Out of print, but buy it from abebooks.co.uk
As with the Outcast I found myself giving this story a queer reading.
The dynamic of the story comes from the encounter of Lovel and Rahere. Lovel is driven out of his village because of both his physical disability and the gifts of healing, whether intuitive or supernatural, that he inherits from his Grandmother. Rahere one-time Jongleur (or Court Jester) who became the founder of St Barts.
They are both outsiders, marked out in various way for not conforming with the expectations of masculinity – although in the context of monastic community their alternative ways of being were given a certain social validity – but those within religious communities are almost by definition “other” than society’s norms.
Although published in 1970 Sutcliff in still writing as she was a generation earlier, I would not want to get carried away, this is not radical call to liberation, but neither is it a text of heteronormative terror.
I also found the words Sutcliff puts into Rahere’s mouth to explain his move from Jester to Monk, following the sinking of the White Ship, intriguing…
“It seemed to me then, that if life was indeed a small matter, there could be no God to trouble Himself with such a trifle; and I found, somewhat to my surprise, that I could not believe there was no God. It followed then, that there was something more to life than making the King laugh after supper...”
This seems an unusual sequence of thought – many move from a sense of life being meaning to a sense of God behind that meaning – but here, instead, it is a moving from a sense of God to the awareness that life must be meaningful.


AIM OF THE TASK: Set down each of the records below exactly as it reads. No pictures go into the copy.
:: RECORDED INFORMATION
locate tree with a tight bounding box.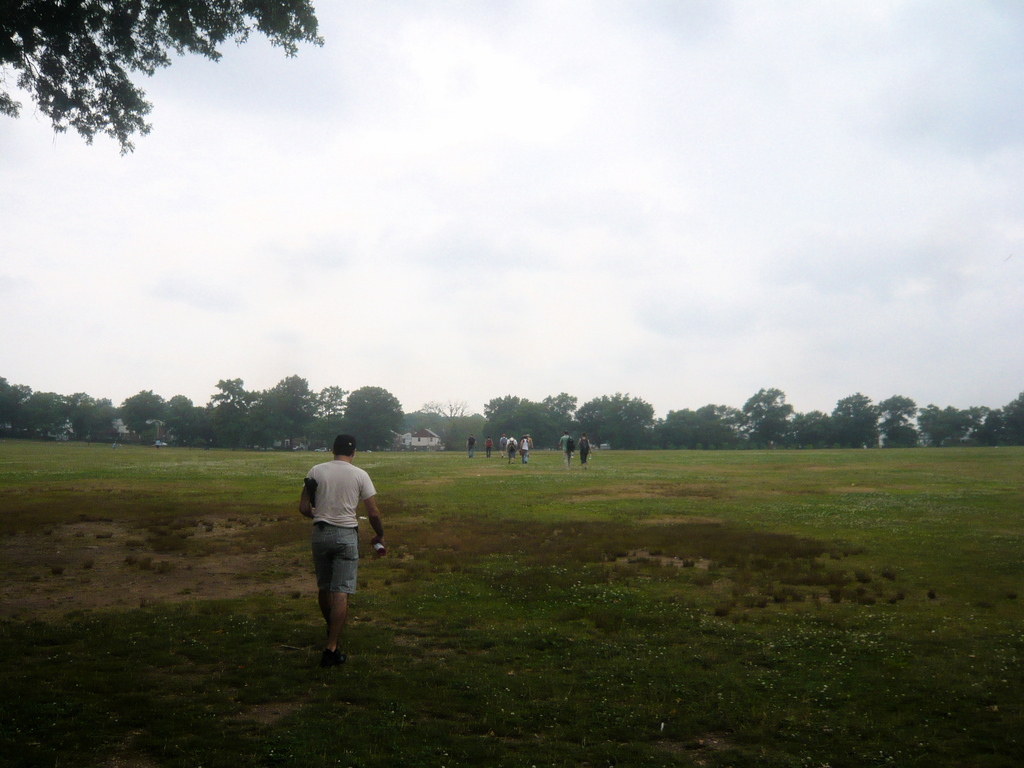
bbox=(343, 380, 403, 447).
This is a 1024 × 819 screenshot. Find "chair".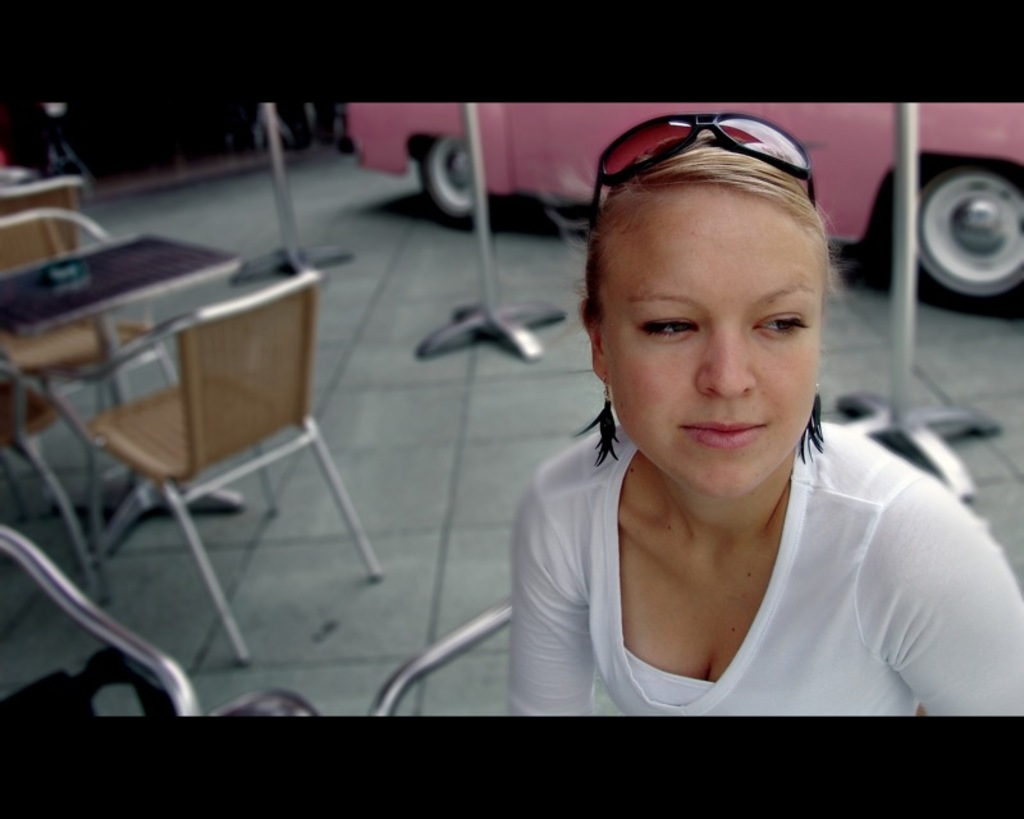
Bounding box: (x1=0, y1=522, x2=200, y2=718).
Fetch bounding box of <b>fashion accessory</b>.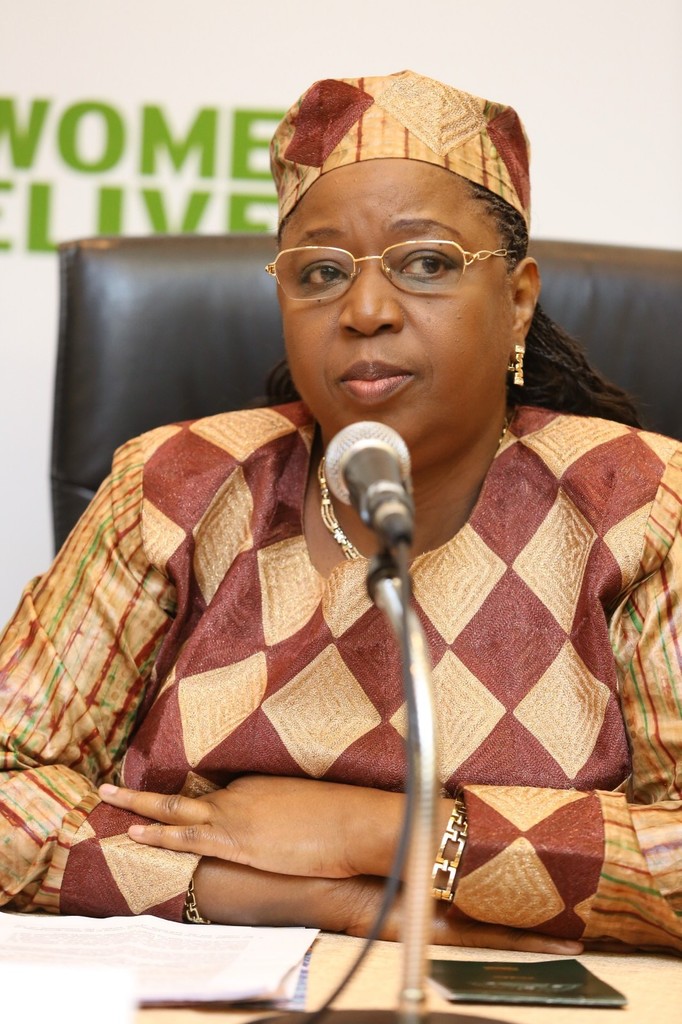
Bbox: region(513, 342, 524, 388).
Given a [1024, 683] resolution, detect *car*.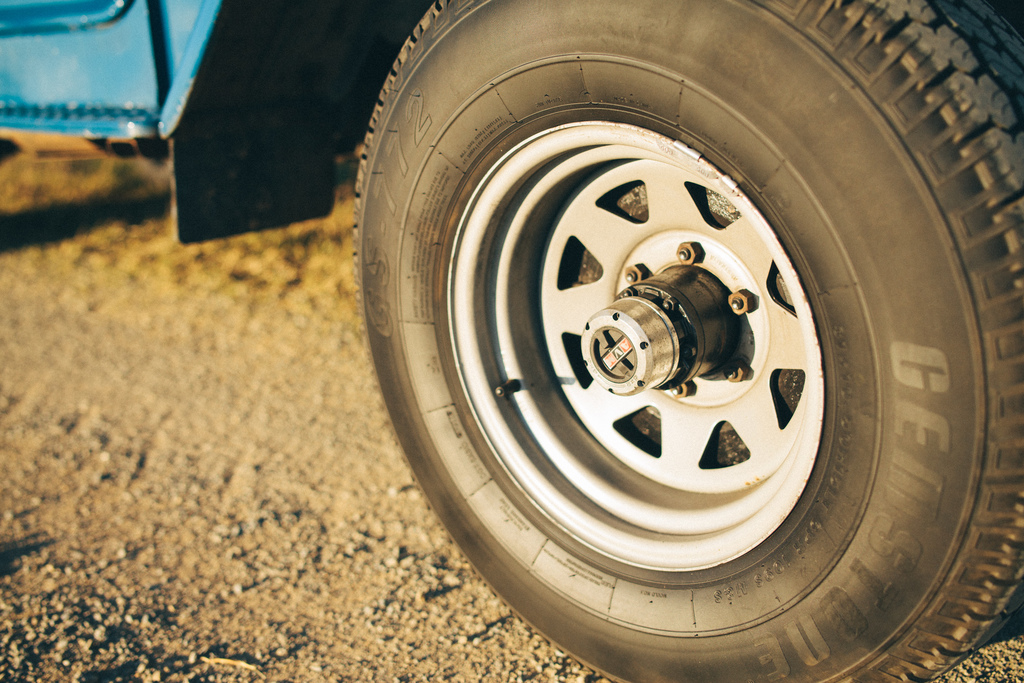
rect(291, 0, 990, 679).
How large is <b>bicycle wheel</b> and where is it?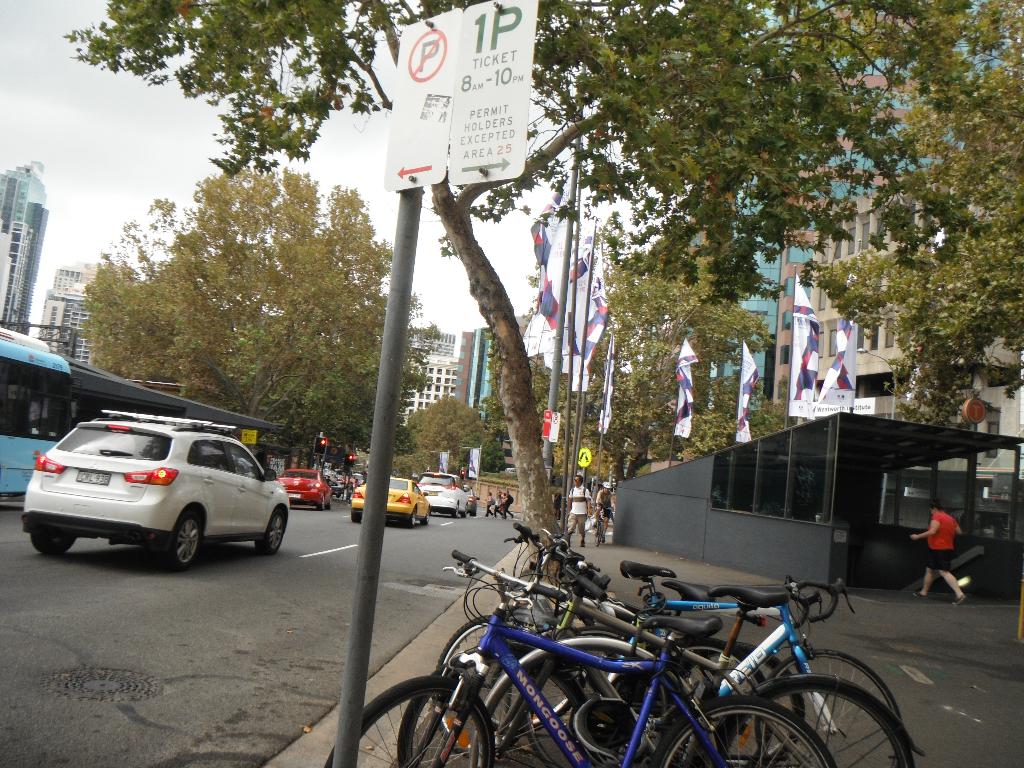
Bounding box: <box>653,692,837,767</box>.
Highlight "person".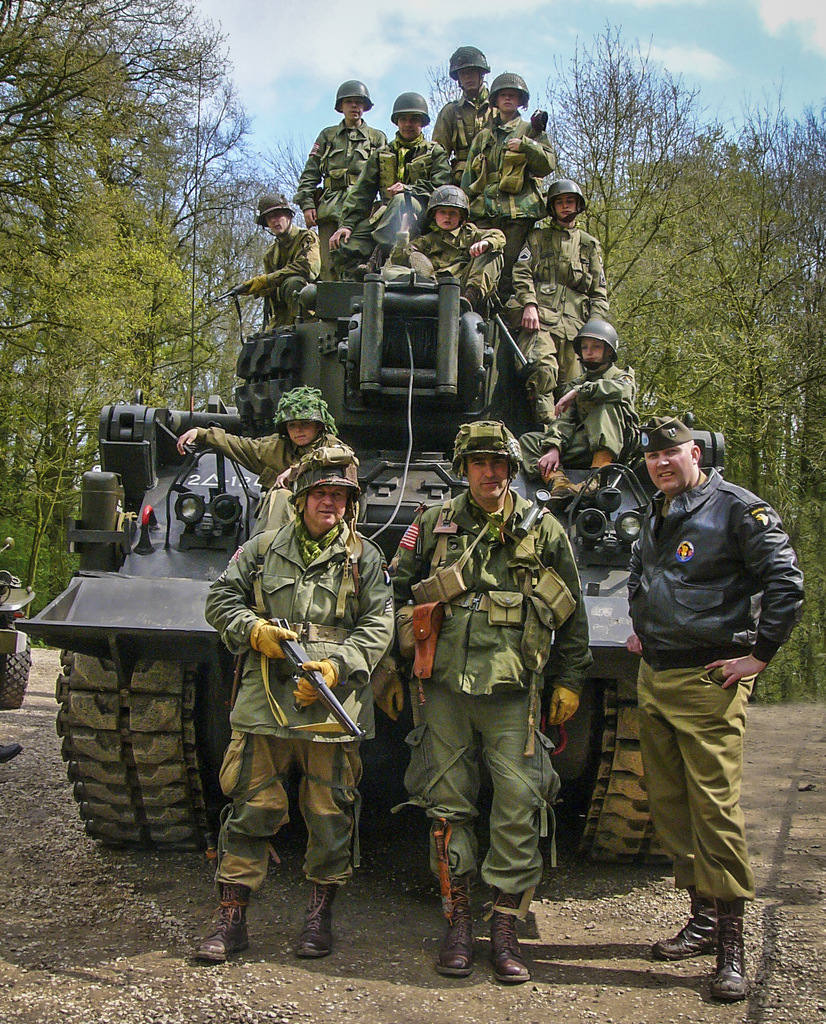
Highlighted region: pyautogui.locateOnScreen(329, 90, 459, 285).
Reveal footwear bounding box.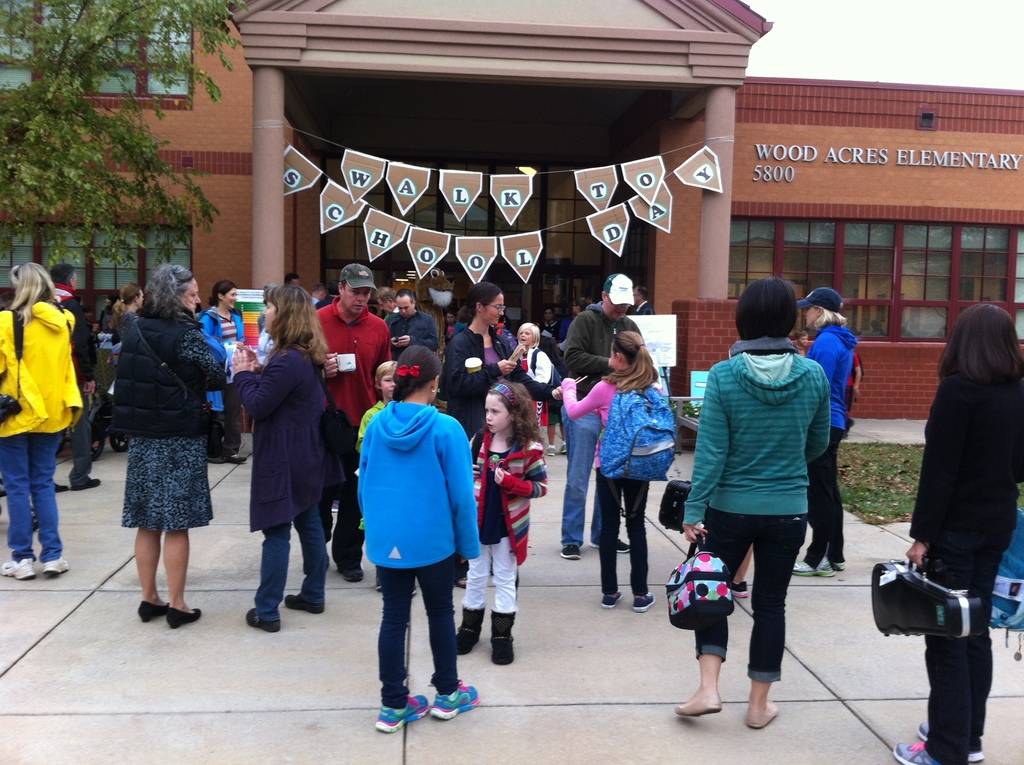
Revealed: Rect(246, 610, 281, 635).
::::
EXERCISE RESPONSE:
locate tree with a tight bounding box.
bbox=(343, 380, 403, 447).
This is a 1024 × 819 screenshot. Find "chair".
Bounding box: (x1=0, y1=522, x2=200, y2=718).
Fetch bounding box of <b>fashion accessory</b>.
Bbox: region(513, 342, 524, 388).
Given a [1024, 683] resolution, detect *car*.
rect(291, 0, 990, 679).
How large is <b>bicycle wheel</b> and where is it?
Bounding box: <box>653,692,837,767</box>.
Highlight "person".
Highlighted region: pyautogui.locateOnScreen(329, 90, 459, 285).
Reveal footwear bounding box.
Revealed: Rect(246, 610, 281, 635).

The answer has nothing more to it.